The Season of Open Water

The Season of Open Water by Dawn Tripp Read Free Book Online Page B

Book: The Season of Open Water by Dawn Tripp Read Free Book Online
Authors: Dawn Tripp
Tags: Fiction
that trembling, fractured image of her face. She does not listen hard enough to make out the words. She does not want to. But she can sense the seesaw of the exchange, the back and forth, the tug and push and pull. She can tell her father doesn’t like them. His voice seizes up once, just once, then relents, softens down again. There are chinks in her father now that weren’t there before. He is awkward with anger. He does not have the knack for it he used to have. For years, she dreamed his rage. She dreamed it damp and lovely, something tangible, a blanket or the wind she could wrap herself into.
    The harsh smell of lye sticks in her nose.

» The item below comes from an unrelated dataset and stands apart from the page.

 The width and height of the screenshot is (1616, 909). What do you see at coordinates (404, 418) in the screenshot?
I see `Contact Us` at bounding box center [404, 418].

    Her son, Luce, is still asleep upstairs—she remembers this suddenly. She has not heard a sound, not a step or a creak of the bed-springs, and she says a quick prayer to the water,
Let him sleep, Let
him be late for work, Let him not wake up until those men outside are
gone.
She does not want his path to cross with theirs. She does not want any dark little part of him to be tempted. Cora knows him well, so well it is a splinter in her heart.
    When she thinks of her children, they are close to her, they are almost in her skin or she is in theirs—she can feel them wince and kick and breathe—but when she thinks of herself, it is always from a distance, as if she were observing some separate creature passing beyond the reach of her own will. It happens most often when the white clothes are soaking in their bluing water, and her hands stir through the surface—pale and thin, the webs between the fingers nearly translucent in the water with a queer and greenish cast, like the hands of a sea-maid from out of the myths.

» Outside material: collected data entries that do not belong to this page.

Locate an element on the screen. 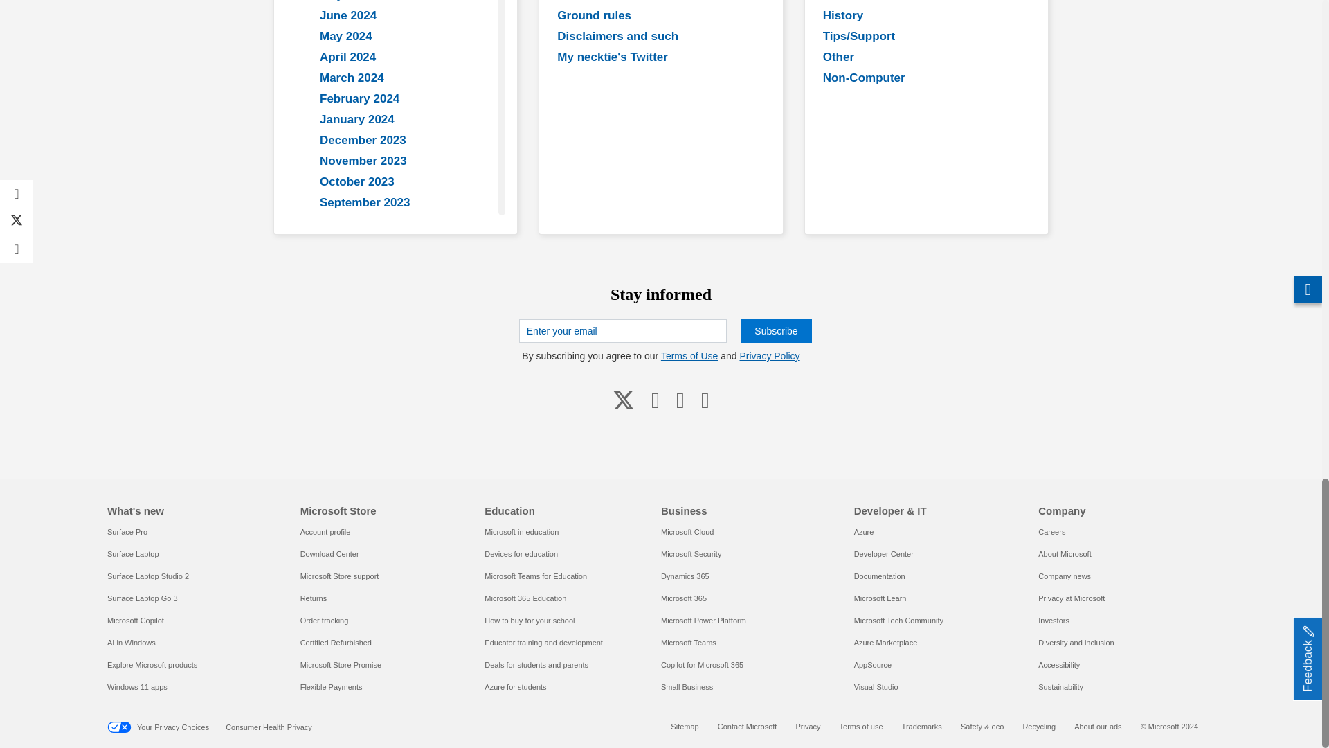 The image size is (1329, 748). twitter is located at coordinates (624, 400).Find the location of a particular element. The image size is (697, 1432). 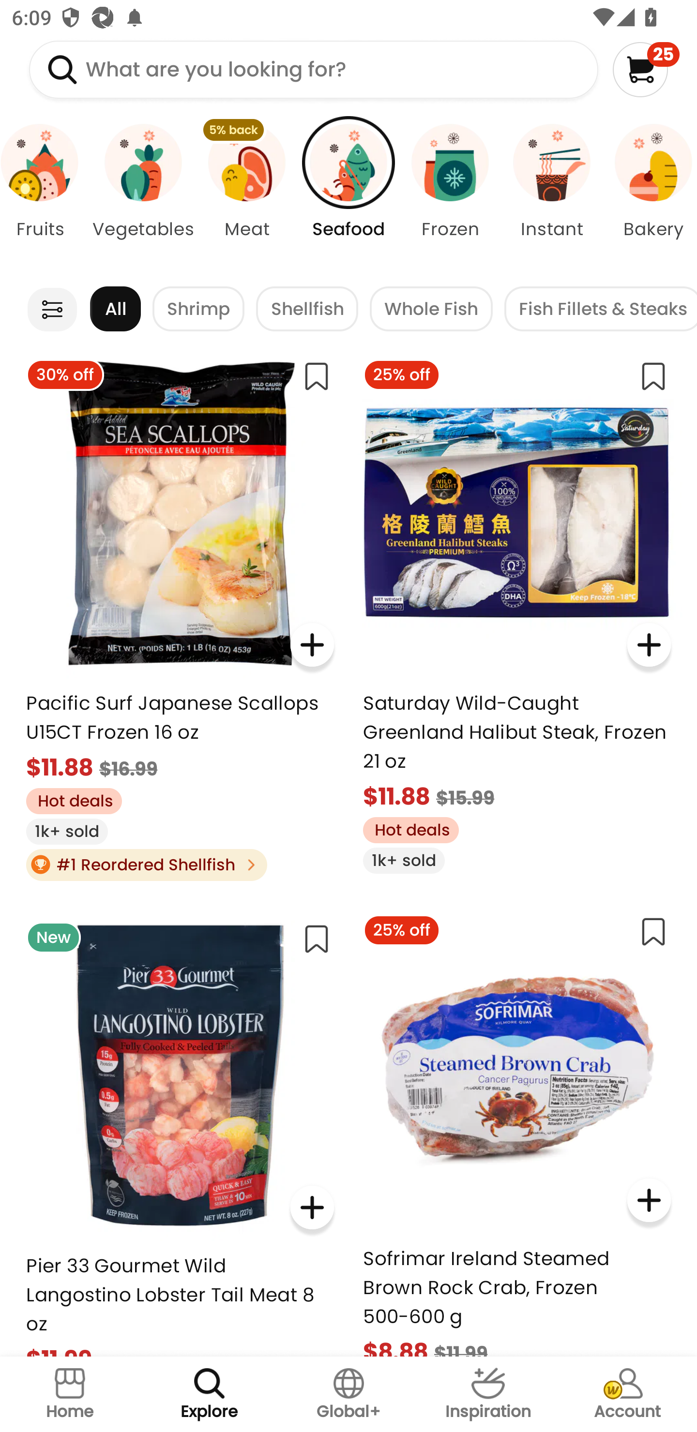

Frozen is located at coordinates (450, 196).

    She thinks of it this way: she was a woman once free—she was exiled by grief to some lost pocket of herself, and she waits there in that dark corner, crouched and listening, waiting for the sky to open up again and take her.

Noel
    Bridge comes back from Shorrock’s at quarter past ten. The day has warmed. Noel shows her the fox.
    â€œFound it in the road,” he says.
    â€œWhat a beauty.” She turns the pelt in her hands. “Don’t let Luce get hold of it. Did he ever get off this morning?”
    â€œLeft half an hour ago,” he answers. She nods and lays the fox on the porch.
    â€œWhat about those men Honey Lyons brought around?”
    He looks at her squarely, his eyes cool. “They came and went.”
    She smiles at him and, for the moment, lets it go.
    Together they unload the sea muck off the wagon bed and shovel it into low banks around the foundation of the house. Then they go into the shop to start work on the overturned hull of Duff Barton’s skiff.
    As they are stripping the gooseclams and the barnacles off the bottom of the boat with a wire brush and a putty knife, Bridge asks again about the men— Honey Lyons and the three strangers. She asks what they came looking for.
    â€œWanted some work done.”
    â€œRum work?”
    â€œBoat work.”
    She laughs. “I know who they are.”
    Noel shakes his head. “Doesn’t matter. I didn’t take it.”
    â€œHow much did they offer?”
    â€œA bit.”
    â€œWhat’s a bit?”
    â€œA bit more than you’d expect.”
    â€œYou’re an old crow.”
    â€œIt’s a no-good job. No-good men.”
    She shrugs and sets back to work on her side of the hull.
    Noel doesn’t tell her that although he didn’t take the job, he didn’t refuse it either. He told Honey Lyons he would need a night or so to think it through. Everyone knew that Honey Lyons was in tight with the Syndicate, and had no allegiance to any of the local rum-running gangs. He’d work shoulder to shoulder with each of them, any of them, if there was a season for it, but he was a double-bladed knife. They all knew it.